Create your own structure-guide
Datum: 2022-02-22 14:42

Do you keep creating new ways of structuring all the time? Do you try so many different solutions on how to keep track of everything you have to do, that you end up no longer feeling in control the way you wish to be?
Do you easily forget where you usually stow away a certain material, with the result that you choose to put it away in a new place and it hence becomes even harder to find it next time?
Unnecessarily complicated
In this case, it sounds as though you needlessly make life more complicated than it needs to be. Obviously you have got every intention of finding the perfect solution, but on the way I am guessing it might get a bit laborious and stressful.
For me, one of the main benefits of having good structure is that I can be certain that what is kept in a place where I store all the same material of a given type is really all there is of that particular kind.
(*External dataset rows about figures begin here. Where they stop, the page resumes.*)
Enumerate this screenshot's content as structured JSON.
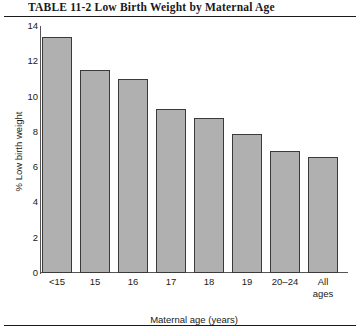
{
  "title": "TABLE  11-2    Low Birth Weight by Maternal Age",
  "chart_data": {
    "type": "bar",
    "title": "Low Birth Weight by Maternal Age",
    "xlabel": "Maternal age (years)",
    "ylabel": "% Low birth weight",
    "categories": [
      "<15",
      "15",
      "16",
      "17",
      "18",
      "19",
      "20–24",
      "All\nages"
    ],
    "values": [
      13.4,
      11.5,
      11.0,
      9.3,
      8.8,
      7.9,
      6.9,
      6.6
    ],
    "ylim": [
      0,
      14
    ],
    "yticks": [
      14,
      12,
      10,
      8,
      6,
      4,
      2,
      0
    ],
    "grid": false,
    "legend": false,
    "bar_color": "#b0b0b0",
    "bar_edge_color": "#3a3a3a",
    "axis_color": "#555555"
  }
}
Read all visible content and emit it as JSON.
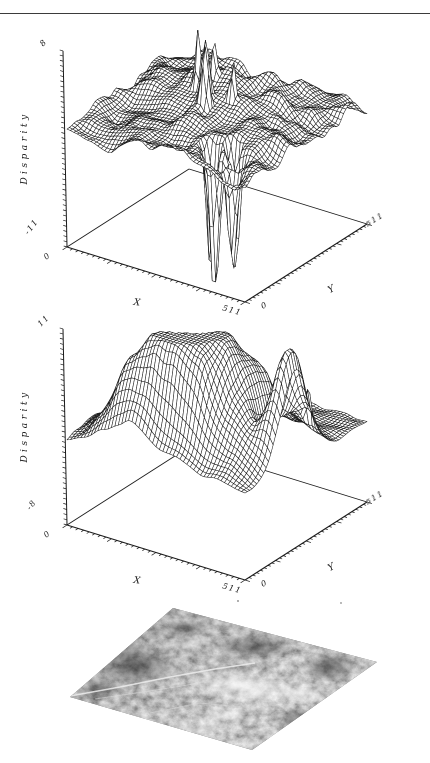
{
  "page": {
    "background": "#ffffff",
    "top_rule_color": "#3b3b3b",
    "line_color": "#1b1b1b"
  },
  "chart_data": [
    {
      "type": "3d-wireframe-surface",
      "title": "",
      "z_axis": {
        "label": "Disparity",
        "min": -11,
        "max": 8,
        "min_label": "-11",
        "max_label": "8",
        "tick_step": 0.5
      },
      "x_axis": {
        "label": "X",
        "min": 0,
        "max": 511,
        "min_label": "0",
        "max_label": "511",
        "tick_intervals": 32,
        "major_every": 8
      },
      "y_axis": {
        "label": "Y",
        "min": 0,
        "max": 511,
        "min_label": "0",
        "max_label": "511",
        "tick_intervals": 32,
        "major_every": 8
      },
      "grid": "wireframe-hidden-line",
      "projection": {
        "L": [
          67,
          217
        ],
        "F": [
          245,
          272
        ],
        "R": [
          367,
          194
        ],
        "z_px_per_unit": 10.32,
        "mesh_n": 52
      },
      "style": {
        "line_color": "#1b1b1b",
        "fill": "#ffffff"
      },
      "surface": {
        "seed": 11,
        "noise": {
          "base_amp": 1.35,
          "coupled_gain": 0,
          "cap": 1.35,
          "scale": 8
        },
        "features": [
          {
            "x": 256,
            "y": 256,
            "sx": 190,
            "sy": 190,
            "amp": 2.2
          },
          {
            "x": 140,
            "y": 340,
            "sx": 85,
            "sy": 75,
            "amp": 1.2
          },
          {
            "x": 330,
            "y": 330,
            "sx": 85,
            "sy": 85,
            "amp": 0.9
          },
          {
            "x": 80,
            "y": 80,
            "sx": 70,
            "sy": 70,
            "amp": -0.6
          },
          {
            "x": 236,
            "y": 236,
            "sx": 8,
            "sy": 8,
            "amp": 8
          },
          {
            "x": 255,
            "y": 206,
            "sx": 7,
            "sy": 7,
            "amp": 9.5
          },
          {
            "x": 188,
            "y": 276,
            "sx": 7,
            "sy": 7,
            "amp": 6
          },
          {
            "x": 302,
            "y": 252,
            "sx": 6,
            "sy": 6,
            "amp": 4.5
          },
          {
            "x": 216,
            "y": 300,
            "sx": 6,
            "sy": 6,
            "amp": 4
          },
          {
            "x": 388,
            "y": 52,
            "sx": 11,
            "sy": 11,
            "amp": -14
          },
          {
            "x": 424,
            "y": 84,
            "sx": 10,
            "sy": 10,
            "amp": -12
          },
          {
            "x": 356,
            "y": 84,
            "sx": 10,
            "sy": 10,
            "amp": -13
          },
          {
            "x": 450,
            "y": 36,
            "sx": 9,
            "sy": 9,
            "amp": -10
          },
          {
            "x": 398,
            "y": 116,
            "sx": 9,
            "sy": 9,
            "amp": -8.5
          }
        ]
      }
    },
    {
      "type": "3d-wireframe-surface",
      "title": "",
      "z_axis": {
        "label": "Disparity",
        "min": -8,
        "max": 11,
        "min_label": "-8",
        "max_label": "11",
        "tick_step": 0.5
      },
      "x_axis": {
        "label": "X",
        "min": 0,
        "max": 511,
        "min_label": "0",
        "max_label": "511",
        "tick_intervals": 32,
        "major_every": 8
      },
      "y_axis": {
        "label": "Y",
        "min": 0,
        "max": 511,
        "min_label": "0",
        "max_label": "511",
        "tick_intervals": 32,
        "major_every": 8
      },
      "grid": "wireframe-hidden-line",
      "projection": {
        "L": [
          67,
          217
        ],
        "F": [
          245,
          272
        ],
        "R": [
          367,
          194
        ],
        "z_px_per_unit": 10.32,
        "mesh_n": 52
      },
      "style": {
        "line_color": "#1b1b1b",
        "fill": "#ffffff"
      },
      "surface": {
        "seed": 23,
        "noise": {
          "base_amp": 0.38,
          "coupled_gain": 0.16,
          "cap": 1.5,
          "scale": 8
        },
        "features": [
          {
            "x": 256,
            "y": 110,
            "sx": 118,
            "sy": 68,
            "amp": 8.2
          },
          {
            "x": 165,
            "y": 62,
            "sx": 62,
            "sy": 45,
            "amp": 5
          },
          {
            "x": 305,
            "y": 195,
            "sx": 72,
            "sy": 85,
            "amp": 6
          },
          {
            "x": 495,
            "y": 210,
            "sx": 28,
            "sy": 55,
            "amp": 10.5
          },
          {
            "x": 400,
            "y": 235,
            "sx": 58,
            "sy": 72,
            "amp": 4.5
          },
          {
            "x": 440,
            "y": 205,
            "sx": 20,
            "sy": 40,
            "amp": -4
          },
          {
            "x": 120,
            "y": 300,
            "sx": 60,
            "sy": 90,
            "amp": 1.2
          },
          {
            "x": 300,
            "y": 28,
            "sx": 70,
            "sy": 24,
            "amp": -1.5
          },
          {
            "x": 480,
            "y": 310,
            "sx": 6,
            "sy": 6,
            "amp": 4
          }
        ]
      }
    }
  ],
  "ground_image": {
    "kind": "grayscale aerial terrain photograph shown as tilted plane",
    "corners": [
      [
        173,
        13
      ],
      [
        377,
        67
      ],
      [
        252,
        155
      ],
      [
        70,
        102
      ]
    ],
    "base_gray": "#787878",
    "bright_patch_color": "#eeeeee",
    "dark_patch_color": "#3f3f3f",
    "road_color": "#ececec"
  }
}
If I skim through my overview of the major tasks I need to complete over time (projects, changes, initiatives), I do not have to think about whether I have made note of any more of them anywhere else. If I open the folder with all the tax-returns, all the other tax-return papers should be there as well and nowhere else. And so on.
Don’t search and find it anyway
It all depends on whether we have made it easy for ourselves to remember where something is supposed to be placed and when. If you instead tend to create new places and thus spread your stored material out in different locations, you will have a hard time getting an overview and hence should create a structure-guide for yourself.
Do this
Create a guide, a manual, or a map of the places you keep your structure-components in.
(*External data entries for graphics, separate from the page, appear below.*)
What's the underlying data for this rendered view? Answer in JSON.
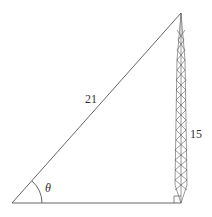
{
  "diagram": {
    "type": "right-triangle-tower",
    "hypotenuse_label": "21",
    "tower_height_label": "15",
    "angle_label": "θ",
    "line_color": "#666666"
  }
}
- First of all you need to determine what format you prefer
- A list?
- A mindmap? (This happens to be my preferred choice)
- A flowchart?
- Something entirely different?
- Now create the guide. What you need to identify and map out is
- To-do-tasks — What is the only location where you make note of these?
- Overview of all your ongoing major and more extensive tasks (each of which consists of several to-do-tasks)
- Reference-materials — That is to say, all the information you do not know when you will need, but which you will need to find quickly and easily once you need it, such as
- E‑mails
- Digital files and documents
- Paper-documents (In for example binders, hanging file folders , et c )
- The kind of material you know exactly when you will need, just not right now:
- Digital files — Are these accessible whenever you need them?
- Papers and physical objects — Where do you put them so that you can not possibly forget to bring them?
- Brilliant ideas you can not execute now, but perhaps sometime later on
- Notes you have made on everything you are expecting from other people and which you need to follow up on and make sure that you get in time.
- Checklists and routine-descriptions — Meaning, descriptions of how you do what you do, created to get what you need to get done a little more automatically than you otherwise would
- The goals you are responsible for this week, this month, and this year (since you will need to be able to access them quickly when you are making conscious choices on which amongst your tasks to prioritize)
- Ask yourself :
- Have I got more places for any of these categories than I actually need?
- Is there any place that actually is so inaccessible that I tend to store material elsewhere instead of putting it where it is supposed to be?
- Where should I save this guide so it is easy to spot when I need it the most?
- Are you going to print it and hang it on the wall within eyesight from your desk?
- Do you put it in the bag that you always carry with you?
- Do you create a shortcut to it on your computer desktop and allow it to remain there for a few weeks until it is obvious to you where every structural component should be?
- If you decide you want to change something, formulate the change as a to-do-task and add it to your to-do-list. This makes it easy to get going with initializing the change instead of just thinking you should do it some other time.
Let the wizard guide you
If you create a structure guide according to the instructions provided above, it will be easy to find material that you unnecessarily save in several places and for which it hence becomes unclear where to look for (and hence where you should store things away).
When you from now on receive something you want to save in a safe spot (so that you can easily find it) while waiting for you to take action on it or that you need the material, you will feel that you know how to save it so that you know where it is, and hence be able to relax even when things are as most stressful at work.
How do you do it?
What is your best way to stick to the structure you have decided to use, instead of continuously making up new ways of working?
Continuity is a prerequisite for success in establishing a good structure in your working environment and that is why your tip is warmly welcomed. Share it with me!